According to The Claremont Independent, the conservative columnist’s invitation to speak at the school was revoked for, it is believed, his June column on sexual assault on college campuses.

Will was scheduled to speak at the ninth annual Elizabeth Hubert Malott Public Affairs Program. Its mission, according the Independent, is to “bring speakers to campus whose political views differ from the majority of students at the all-women’s college.”

In other words, the long-time conservative columnist’s invitation was snatched away because of his conservative beliefs.

“It was in the works and then it wasn’t in the works,” Will told the Independent. “They didn’t say that the column was the reason, but it was the reason.”

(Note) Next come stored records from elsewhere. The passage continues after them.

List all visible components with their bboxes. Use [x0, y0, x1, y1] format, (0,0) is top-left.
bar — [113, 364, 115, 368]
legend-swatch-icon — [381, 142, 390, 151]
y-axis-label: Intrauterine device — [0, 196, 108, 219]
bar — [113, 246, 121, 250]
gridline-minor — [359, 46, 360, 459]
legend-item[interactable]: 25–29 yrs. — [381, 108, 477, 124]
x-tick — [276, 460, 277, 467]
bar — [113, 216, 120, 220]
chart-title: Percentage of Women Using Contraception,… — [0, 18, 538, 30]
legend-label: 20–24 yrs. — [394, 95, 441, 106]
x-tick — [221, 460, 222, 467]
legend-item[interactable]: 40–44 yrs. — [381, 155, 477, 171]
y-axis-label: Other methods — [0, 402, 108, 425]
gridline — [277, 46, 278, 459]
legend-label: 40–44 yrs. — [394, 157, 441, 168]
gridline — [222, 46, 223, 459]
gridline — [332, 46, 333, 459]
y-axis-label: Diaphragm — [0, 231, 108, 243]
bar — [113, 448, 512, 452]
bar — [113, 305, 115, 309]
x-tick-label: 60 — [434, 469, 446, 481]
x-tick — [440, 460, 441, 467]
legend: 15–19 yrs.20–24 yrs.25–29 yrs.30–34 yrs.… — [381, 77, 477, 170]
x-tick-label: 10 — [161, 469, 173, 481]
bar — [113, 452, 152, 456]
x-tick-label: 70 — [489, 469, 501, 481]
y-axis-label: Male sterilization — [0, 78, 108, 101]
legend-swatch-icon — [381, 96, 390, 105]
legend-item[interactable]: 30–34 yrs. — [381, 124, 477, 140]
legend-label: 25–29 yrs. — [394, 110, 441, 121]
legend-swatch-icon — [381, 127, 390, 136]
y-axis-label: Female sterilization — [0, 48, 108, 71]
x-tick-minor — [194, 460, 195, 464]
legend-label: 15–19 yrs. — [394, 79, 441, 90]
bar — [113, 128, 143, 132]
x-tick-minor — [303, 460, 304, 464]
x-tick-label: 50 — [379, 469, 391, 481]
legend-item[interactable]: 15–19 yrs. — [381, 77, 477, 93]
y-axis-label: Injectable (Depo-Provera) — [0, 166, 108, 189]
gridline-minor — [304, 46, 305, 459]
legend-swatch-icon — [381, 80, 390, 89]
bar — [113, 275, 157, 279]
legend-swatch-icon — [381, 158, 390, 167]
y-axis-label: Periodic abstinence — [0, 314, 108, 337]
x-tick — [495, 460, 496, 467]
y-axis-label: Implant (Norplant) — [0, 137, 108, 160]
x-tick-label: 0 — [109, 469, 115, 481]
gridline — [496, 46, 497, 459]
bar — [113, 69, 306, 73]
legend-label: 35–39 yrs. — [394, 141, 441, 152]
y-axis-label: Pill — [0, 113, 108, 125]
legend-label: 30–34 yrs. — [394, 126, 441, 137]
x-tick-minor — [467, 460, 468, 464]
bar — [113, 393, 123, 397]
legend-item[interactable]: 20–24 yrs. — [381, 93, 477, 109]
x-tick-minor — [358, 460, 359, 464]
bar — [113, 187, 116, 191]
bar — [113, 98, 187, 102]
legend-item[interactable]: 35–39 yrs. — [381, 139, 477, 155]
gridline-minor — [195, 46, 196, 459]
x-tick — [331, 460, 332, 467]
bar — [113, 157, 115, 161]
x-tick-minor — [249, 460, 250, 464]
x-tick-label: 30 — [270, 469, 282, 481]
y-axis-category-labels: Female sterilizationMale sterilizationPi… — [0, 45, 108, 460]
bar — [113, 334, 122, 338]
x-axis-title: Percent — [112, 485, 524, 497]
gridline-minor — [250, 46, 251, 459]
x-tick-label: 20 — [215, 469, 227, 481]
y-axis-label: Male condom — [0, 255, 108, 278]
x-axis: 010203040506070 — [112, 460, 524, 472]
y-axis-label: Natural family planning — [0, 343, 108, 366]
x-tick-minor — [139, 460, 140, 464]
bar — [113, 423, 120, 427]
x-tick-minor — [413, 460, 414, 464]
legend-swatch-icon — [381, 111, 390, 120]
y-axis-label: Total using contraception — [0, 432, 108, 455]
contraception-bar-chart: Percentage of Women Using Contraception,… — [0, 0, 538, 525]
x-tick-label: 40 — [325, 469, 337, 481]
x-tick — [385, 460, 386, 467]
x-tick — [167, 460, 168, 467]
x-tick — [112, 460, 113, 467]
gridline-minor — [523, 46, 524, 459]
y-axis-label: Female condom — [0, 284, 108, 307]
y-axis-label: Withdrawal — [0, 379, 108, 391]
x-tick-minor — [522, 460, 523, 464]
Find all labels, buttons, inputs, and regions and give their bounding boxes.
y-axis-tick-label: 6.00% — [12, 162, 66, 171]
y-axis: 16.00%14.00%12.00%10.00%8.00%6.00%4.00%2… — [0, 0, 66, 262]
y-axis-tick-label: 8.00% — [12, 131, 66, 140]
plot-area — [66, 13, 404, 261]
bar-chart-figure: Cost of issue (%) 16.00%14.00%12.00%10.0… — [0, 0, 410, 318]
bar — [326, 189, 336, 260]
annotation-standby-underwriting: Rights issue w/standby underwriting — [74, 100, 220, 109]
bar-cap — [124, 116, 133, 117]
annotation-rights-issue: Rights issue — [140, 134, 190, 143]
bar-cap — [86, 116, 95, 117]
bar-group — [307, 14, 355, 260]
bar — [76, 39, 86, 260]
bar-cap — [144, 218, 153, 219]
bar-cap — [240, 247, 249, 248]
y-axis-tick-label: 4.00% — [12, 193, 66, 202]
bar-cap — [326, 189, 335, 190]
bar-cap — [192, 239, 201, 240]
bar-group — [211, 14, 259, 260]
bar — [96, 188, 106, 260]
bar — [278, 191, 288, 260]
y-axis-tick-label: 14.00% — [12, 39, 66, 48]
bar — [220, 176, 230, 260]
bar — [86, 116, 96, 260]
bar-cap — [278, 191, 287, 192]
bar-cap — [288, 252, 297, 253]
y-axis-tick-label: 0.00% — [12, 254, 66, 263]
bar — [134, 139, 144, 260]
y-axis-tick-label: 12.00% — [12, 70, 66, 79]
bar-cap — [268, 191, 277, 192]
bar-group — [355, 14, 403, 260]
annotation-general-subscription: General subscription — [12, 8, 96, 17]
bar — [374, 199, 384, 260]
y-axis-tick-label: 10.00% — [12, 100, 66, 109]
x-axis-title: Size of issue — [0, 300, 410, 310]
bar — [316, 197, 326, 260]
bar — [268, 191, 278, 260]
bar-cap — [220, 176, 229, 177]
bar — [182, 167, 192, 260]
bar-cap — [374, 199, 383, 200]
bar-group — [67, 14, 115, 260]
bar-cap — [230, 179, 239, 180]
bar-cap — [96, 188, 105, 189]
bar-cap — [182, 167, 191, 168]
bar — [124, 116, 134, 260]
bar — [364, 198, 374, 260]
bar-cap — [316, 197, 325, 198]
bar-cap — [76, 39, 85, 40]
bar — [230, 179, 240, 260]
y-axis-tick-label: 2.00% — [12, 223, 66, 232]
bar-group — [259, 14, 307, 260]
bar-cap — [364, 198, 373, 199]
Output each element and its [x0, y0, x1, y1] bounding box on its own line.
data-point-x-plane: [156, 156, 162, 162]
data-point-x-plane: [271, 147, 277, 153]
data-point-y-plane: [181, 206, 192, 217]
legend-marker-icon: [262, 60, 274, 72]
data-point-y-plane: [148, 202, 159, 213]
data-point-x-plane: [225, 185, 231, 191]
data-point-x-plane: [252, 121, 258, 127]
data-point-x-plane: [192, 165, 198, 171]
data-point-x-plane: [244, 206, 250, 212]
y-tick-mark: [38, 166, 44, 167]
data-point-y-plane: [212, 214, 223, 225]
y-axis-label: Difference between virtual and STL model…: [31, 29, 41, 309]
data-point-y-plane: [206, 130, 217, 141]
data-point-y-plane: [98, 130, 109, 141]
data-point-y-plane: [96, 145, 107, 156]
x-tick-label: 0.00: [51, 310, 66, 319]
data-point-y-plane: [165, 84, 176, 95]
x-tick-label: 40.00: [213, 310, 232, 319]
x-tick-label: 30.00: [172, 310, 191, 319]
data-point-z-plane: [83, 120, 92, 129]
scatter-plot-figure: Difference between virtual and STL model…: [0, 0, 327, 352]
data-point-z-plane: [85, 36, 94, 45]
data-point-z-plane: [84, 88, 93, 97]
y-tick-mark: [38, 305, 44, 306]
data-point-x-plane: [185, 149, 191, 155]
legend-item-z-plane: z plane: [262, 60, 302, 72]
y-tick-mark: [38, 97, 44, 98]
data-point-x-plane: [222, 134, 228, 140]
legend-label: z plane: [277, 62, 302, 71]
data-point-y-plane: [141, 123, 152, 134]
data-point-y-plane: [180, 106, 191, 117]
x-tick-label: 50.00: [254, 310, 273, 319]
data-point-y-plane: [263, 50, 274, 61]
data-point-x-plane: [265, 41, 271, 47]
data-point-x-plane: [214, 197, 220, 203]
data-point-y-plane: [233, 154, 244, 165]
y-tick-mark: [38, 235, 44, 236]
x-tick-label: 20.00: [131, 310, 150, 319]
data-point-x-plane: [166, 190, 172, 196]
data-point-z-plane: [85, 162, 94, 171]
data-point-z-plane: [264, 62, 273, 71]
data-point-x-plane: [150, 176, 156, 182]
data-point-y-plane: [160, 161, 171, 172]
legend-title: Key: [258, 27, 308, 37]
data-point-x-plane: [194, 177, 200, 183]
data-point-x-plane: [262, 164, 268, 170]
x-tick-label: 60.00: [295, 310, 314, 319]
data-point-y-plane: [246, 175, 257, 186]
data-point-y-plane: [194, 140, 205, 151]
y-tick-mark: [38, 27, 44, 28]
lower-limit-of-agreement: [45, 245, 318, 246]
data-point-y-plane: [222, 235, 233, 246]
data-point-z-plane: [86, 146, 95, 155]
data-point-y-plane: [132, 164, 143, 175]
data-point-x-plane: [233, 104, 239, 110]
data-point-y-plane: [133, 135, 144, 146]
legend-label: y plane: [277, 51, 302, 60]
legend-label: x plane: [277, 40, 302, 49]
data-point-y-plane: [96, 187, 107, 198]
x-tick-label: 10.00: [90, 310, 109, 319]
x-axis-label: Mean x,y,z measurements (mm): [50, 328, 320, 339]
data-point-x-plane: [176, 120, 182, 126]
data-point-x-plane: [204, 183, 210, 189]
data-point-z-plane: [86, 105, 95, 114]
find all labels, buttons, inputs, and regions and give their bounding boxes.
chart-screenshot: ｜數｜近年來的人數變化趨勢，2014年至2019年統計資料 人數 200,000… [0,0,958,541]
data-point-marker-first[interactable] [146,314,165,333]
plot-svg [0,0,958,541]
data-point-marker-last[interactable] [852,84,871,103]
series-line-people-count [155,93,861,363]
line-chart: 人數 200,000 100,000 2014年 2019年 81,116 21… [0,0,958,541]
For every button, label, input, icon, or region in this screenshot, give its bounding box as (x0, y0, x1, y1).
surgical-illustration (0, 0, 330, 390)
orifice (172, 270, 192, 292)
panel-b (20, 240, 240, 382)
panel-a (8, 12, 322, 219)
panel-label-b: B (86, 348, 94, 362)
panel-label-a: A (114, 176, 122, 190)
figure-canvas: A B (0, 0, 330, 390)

The Elizabeth Hubert Malott Public Affairs Program was established according to the Scripps College website, with the belief that “a range of opinions about the world – especially opinions with which we may not agree, or think we do not agree – leads to a better educational experience.”

Previous speakers invited and actually allowed to discuss conservatism at the program were syndicated columnist Charles Krauthammer (Feb. 2013) and the Wall Street Journal’s Peggy Noonan (Feb. 2014).

In the column at hand, Will, a Fox News Contributor, blamed progressivism for the collegiate responses to incidents involving alleged sexual assault. (RELATED: George Will Defiant Over Sexual Assault Column Controversy: ‘This Is My Job’)

“[Colleges and Universities] are learning that when they say campus victimizations are ubiquitous (“micro-aggressions,” often not discernible to the untutored eye, are everywhere), and that when they make victimhood a coveted status that confers privileges, victims proliferate,” he says. “And academia’s progressivism has rendered it intellectually defenseless now that progressivism’s achievement, the regulatory state, has decided it is academia’s turn to be broken to government’s saddle.”

In recent years, the likes of Chief Justice John Roberts, conservative commentator Ann Coulter, former Secretary of State Condoleezza Rice and conservative neurosurgeon Ben Carson all either had commencement speaking invitations revoked, declined or protested by students at the respective university.